An initial direct attack is usually advantageous to the defender, and the attacker usually ends up exhausting resources without reaching its goals. In the 1970s, General Electric, Xerox, and RCA launched direct attacks against computer-market leader IBM. All of them suffered heavy losses and left the computer market. The venture cost RCA a staggering sum of $500 million. The marketer's objective is to utilize resources in a way that maximizes market share. A direct attack rarely serves this purpose, and nowadays, successful campaigns start with indirect attacks.
Xerox was a pioneer in the photocopier field. With the release of its 914 model, it introduced the world to photocopier technology and built a market for copiers. By the 70s, Xerox ruled the copier market, controlling 88% of the market's share. However, within a decade, Japanese companies pushed Xerox back to a position from which it has not been able to recover. How did this happen?
As Norton Paley writes in his excellent book The Manager's Guide to Competitive Marketing Strategies, "When an indirect attack is applied as a marketing strategy, the challenger would concentrate on a defender's weakness, or else move towards a market segment that is emerging, neglected, or poorly served by competitors." To illustrate the effectiveness of the indirect attack, Paley shows how Japanese contenders outwitted Xerox, an undisputed market leader.
Japanese companies found that Xerox was doing unidirectional marketing by supplying large copiers to large companies. Market research had shown to the Japanese that in North America, millions of small companies were using the services of stationery shops to do their copying. They could not afford to buy large copiers and did not have the space to house them. So companies like Canon, Sharp, and Ricoh focused on the defender's weakness and entered the market with small copiers designed for small organizations. Xerox hardly noticed them because there was no immediate effect on its sales.
As soon as the Japanese companies gained footholds in the market based upon small products, low prices, simplified technology, and distribution through office-supply dealers, they changed tactics and built upon their victory. They broadened their product ranges with mid-size and large models and began a direct assault. By the mid 1980s, Xerox had lost more than half of its market to the Japanese. Its market share went down to 44% within a decade.

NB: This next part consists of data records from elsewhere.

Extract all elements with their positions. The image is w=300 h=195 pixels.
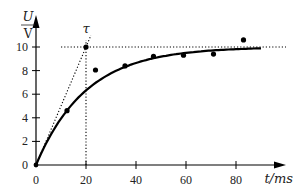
x-tick-label: 60 [180,173,192,187]
y-tick-label: 6 [22,87,28,101]
x-tick-label: 0 [33,173,39,187]
data-point [83,44,88,49]
guide-lines [36,35,286,165]
data-point [64,108,69,113]
y-axis-var: U [23,9,35,24]
x-tick-label: 20 [80,173,92,187]
data-point [211,51,216,56]
y-tick-label: 10 [16,40,28,54]
y-tick-label: 4 [22,111,28,125]
data-point [241,37,246,42]
tau-label: τ [82,21,90,36]
y-tick-label: 8 [22,64,28,78]
fit-curve [36,48,261,165]
data-point [122,63,127,68]
data-point [93,67,98,72]
x-axis-label: t/ms [264,171,293,186]
data-point [151,54,156,59]
x-axis-arrow-icon [274,162,286,169]
data-point [181,53,186,58]
y-axis-arrow-icon [33,15,40,28]
y-axis-unit: V [23,27,33,41]
chart: 020406080 0246810 U V t/ms τ [0,0,300,195]
x-tick-label: 40 [130,173,142,187]
y-tick-label: 2 [22,134,28,148]
data-points [34,37,247,167]
y-tick-label: 0 [22,158,28,172]
x-tick-label: 80 [230,173,242,187]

The successful market penetration by the Japanese companies was facilitated by an indirect approach, and as Paley explains, "If the Japanese companies had tried to force their way into the market with large machines, they would have launched a costly direct frontal attack against Xerox with its dominant market presence," and they might have failed completely.
In today's fiercely competitive marketplace, the marketer who wants to come up with a winning strategy needs to focus on finding an unattended, neglected, or emerging market segment and use the marketing mix in a manner that targets the weaknesses of the competitor to build an advantage that affords his or her company the foothold it needs in the market segment. As soon as that foothold is gained, the marketer needs to consolidate the product's position by mobilizing all resources and expanding into the rest of the market.
The manager who uses a direct attack for primary market penetration is bound to end up with heavy losses that damage his or her company and career. The manager who can find an effective indirect approach can lead a campaign to victory.
Work Cited
Paley, Norton. The Manager's Guide to Competitive Marketing Strategies. Third ed. London: Thorogood, 2006.